How does Six Sigma save money?
The financial impact of Six Sigma can be astonishing. I’ve seen companies discover they were hemorrhaging money in places they hadn’t even thought to look! The savings come from multiple angles: reduced waste (both materials and time), fewer defects requiring rework, decreased variability leading to more predictable outcomes, and increased capacity without additional resources. Beyond these tangible savings are the harder-to-measure benefits: improved customer satisfaction, reduced employee frustration, and freed-up capacity to focus on growth rather than fighting fires. The ROI can be substantial – many organizations report returns of 3-5x their investment in Six Sigma training and implementation.

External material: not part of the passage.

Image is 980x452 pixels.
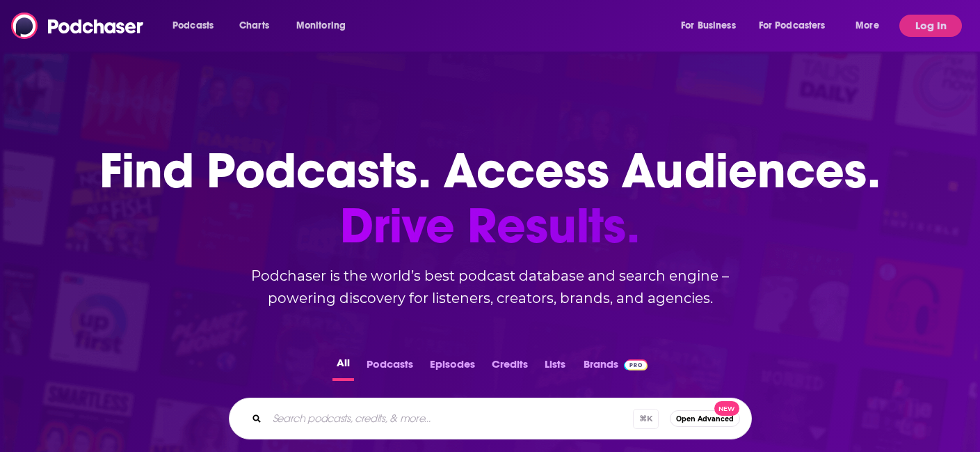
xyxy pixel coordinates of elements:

How does Tallyfy support Six Sigma initiatives?
At Tallyfy, we see our workflow software as the perfect companion to Six Sigma initiatives. While Six Sigma provides the methodology for identifying and solving process problems, Tallyfy offers the infrastructure to document, standardize, and automate those improved processes. Our platform makes it easy to capture the “before” state (crucial for the Measure phase), implement and track the new improved process, and maintain the gains during the Control phase. By providing real-time visibility into process execution and gathering performance data automatically, Tallyfy eliminates much of the manual effort traditionally required in Six Sigma projects while ensuring that improvements stick around for the long haul.
How does Six Sigma relate to the real-world experiences of Tallyfy customers?

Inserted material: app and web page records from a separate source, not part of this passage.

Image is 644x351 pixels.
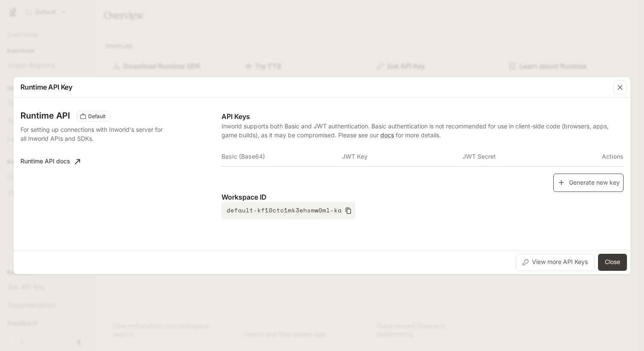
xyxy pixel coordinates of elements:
[598,254,627,271] button: Close
[84,112,109,120] span: Default
[553,173,623,192] button: Generate new key
[380,131,394,138] a: docs
[21,125,166,143] p: For setting up connections with Inworld's server for all Inworld APIs and SDKs.
[77,111,110,121] div: These keys will apply to your current workspace only
[222,202,355,219] button: default-kf10ctc1mk3ehsmw0ml-ka
[222,111,623,121] p: API Keys
[515,254,595,271] button: View more API Keys
[17,153,83,170] a: Runtime API docs
[462,146,583,167] th: JWT Secret
[222,192,623,202] p: Workspace ID
[21,82,72,92] p: Runtime API Key
[222,146,342,167] th: Basic (Base64)
[21,111,70,120] h3: Runtime API
[342,146,462,167] th: JWT Key
[222,121,623,140] p: Inworld supports both Basic and JWT authentication. Basic authentication is not recommended for u...
[584,146,623,167] th: Actions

“Tallyfy has been transformative for us. It’s reduced manual errors, sped up processes like onboarding, and helped us document workflows that are critical as we grow. The ability to track tasks and aggregate them in one place saves us so much time and ensures that nothing falls through the cracks.” – Gwen Tormey, CEO at Corestream
“Tallyfy has revolutionized how we manage our marketing projects at West Community Credit Union. It allows us to quickly launch tailored campaigns and track every moving part, ensuring nothing falls through the cracks. The ease of creating flexible, repeatable processes has saved us significant time and improved team collaboration.” – Kim Berzack, Marketing at West Community Credit Union
These real-world experiences show how process improvement methodologies like Six Sigma become much more accessible when paired with the right workflow tools. See more customer stories at our customer page.

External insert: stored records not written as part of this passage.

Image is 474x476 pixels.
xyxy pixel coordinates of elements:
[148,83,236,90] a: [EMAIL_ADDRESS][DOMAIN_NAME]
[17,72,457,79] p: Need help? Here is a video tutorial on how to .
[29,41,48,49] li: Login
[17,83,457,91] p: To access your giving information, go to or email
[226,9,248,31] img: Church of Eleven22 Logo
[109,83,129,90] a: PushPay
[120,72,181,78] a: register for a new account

Why is Tallyfy passionate about process improvement methodologies like Six Sigma?
We’re naturally drawn to Six Sigma because we share the same obsession with eliminating chaos from business processes! We deeply respect how Six Sigma’s data-driven approach tackles the root causes of variation and defects. Both Six Sigma and Tallyfy recognize that documented, standardized processes are the foundation of quality. What particularly resonates with us is Six Sigma’s emphasis on measurement – you can’t improve what you don’t measure. That’s why we’ve built robust tracking into our platform, giving teams the data they need to identify problems and verify improvements. We believe combining Six Sigma’s analytical rigor with Tallyfy’s user-friendly workflow automation creates a powerful approach to process excellence.